What would it take for EA to become the kind of movement where SBF would’ve lost?
I sorta feel like this is barking up the wrong tree, because: (a) the information that SBF was committing fraud was private and I cannot think of a realistic scenario where it would have become public, and (b) even if widely spread, the public information wouldn’t have been sufficient.
Before FTX’s fall, I’d remarked to several people that EA’s association with crypto (compare e.g. Ben Delo) was almost certainly bad for us, as it’s overrun with scams and fraud. At the time, I’d been thinking non-FTX scams affecting FTX or its customers, not FTX itself being fraudulent; but I do feel like the right way to prevent all this would have been to refuse any association between EA and crypto.
However, this is also starting to sound like a proof that there’s no such thing as a clean judicial system, quality investigative journalism, honest scientific research into commercial products like drugs, etc.
Good point! I’m probably being overly skeptical here, on reflection.
I think @chinscratch may have meant: What would it take for EA to become the kind of movement where SBF would’ve lost in his hypothetical efforts to squelch discussion of his general shadiness, and run those folks out of EA?
EA couldn’t have detected or stopped the fraud in my opinion, but more awareness of shady behavior could have caused people to distance themselves from SBF, not make major decisions in reliance on FTX cash, etc.
I sorta feel like this is barking up the wrong tree, because: (a) the information that SBF was committing fraud was private and I cannot think of a realistic scenario where it would have become public, and (b) even if widely spread, the public information wouldn’t have been sufficient.
Before FTX’s fall, I’d remarked to several people that EA’s association with crypto (compare e.g. Ben Delo) was almost certainly bad for us, as it’s overrun with scams and fraud. At the time, I’d been thinking non-FTX scams affecting FTX or its customers, not FTX itself being fraudulent; but I do feel like the right way to prevent all this would have been to refuse any association between EA and crypto.
Good point! I’m probably being overly skeptical here, on reflection.
I think @chinscratch may have meant: What would it take for EA to become the kind of movement where SBF would’ve lost in his hypothetical efforts to squelch discussion of his general shadiness, and run those folks out of EA?
EA couldn’t have detected or stopped the fraud in my opinion, but more awareness of shady behavior could have caused people to distance themselves from SBF, not make major decisions in reliance on FTX cash, etc.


## WHAT IS REQUIRED
Your output should be the lines below from the one with "Help me find" through the one with "Find the bounding", copied exactly, pictures excluded.

## DATASET EXCERPTS
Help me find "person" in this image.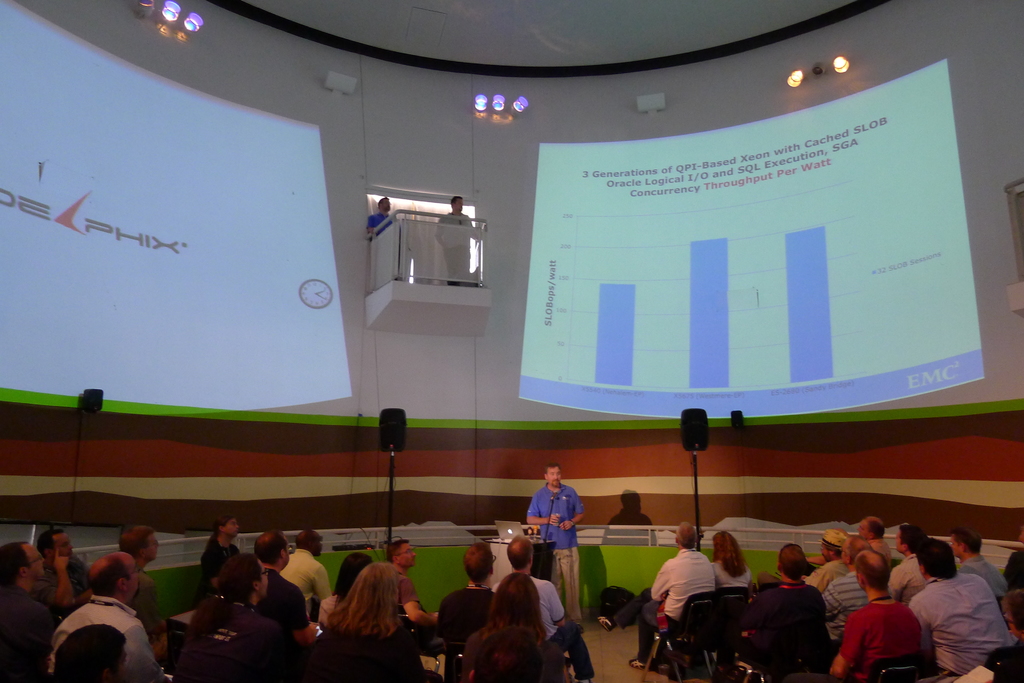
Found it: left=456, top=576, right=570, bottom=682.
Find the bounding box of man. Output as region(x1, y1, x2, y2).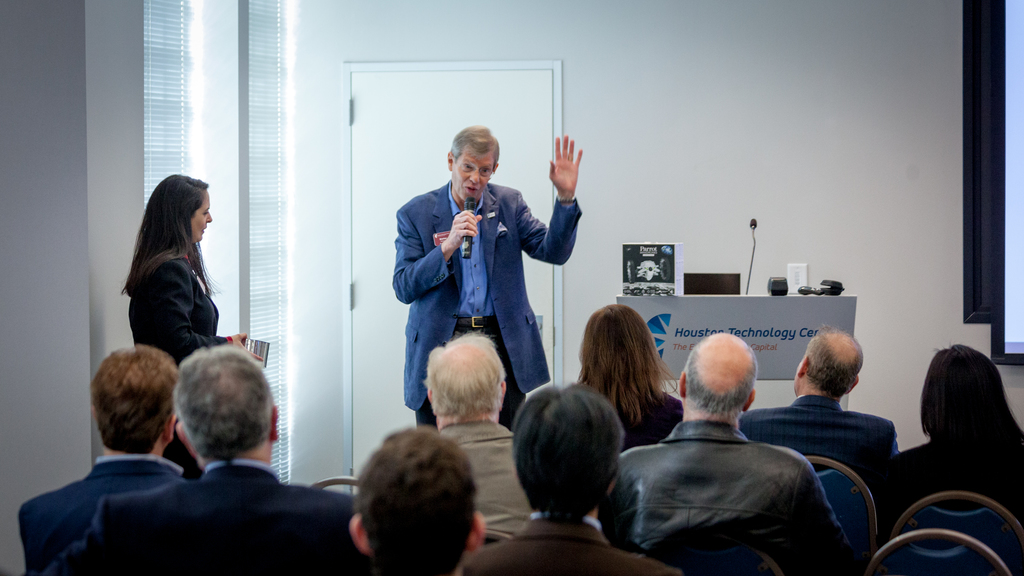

==

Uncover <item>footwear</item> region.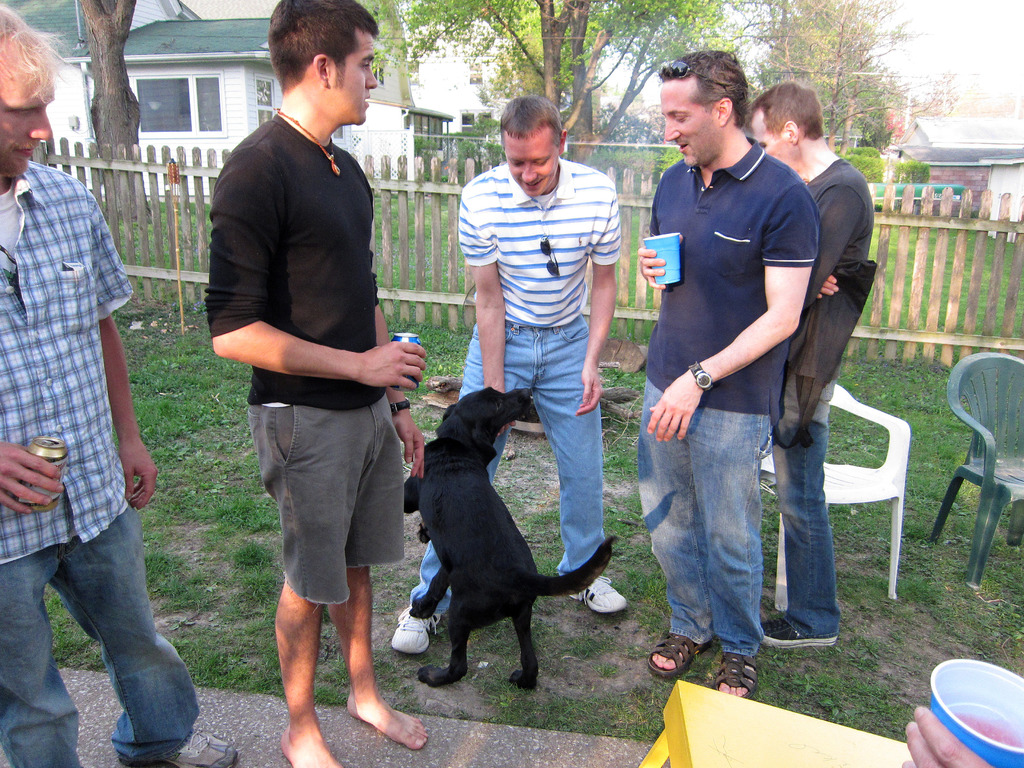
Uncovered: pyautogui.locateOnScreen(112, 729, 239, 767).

## TASK OUTPUT
Help me find "person" in this image.
Found it: left=456, top=576, right=570, bottom=682.
Find the bounding box of man. Output as region(x1, y1, x2, y2).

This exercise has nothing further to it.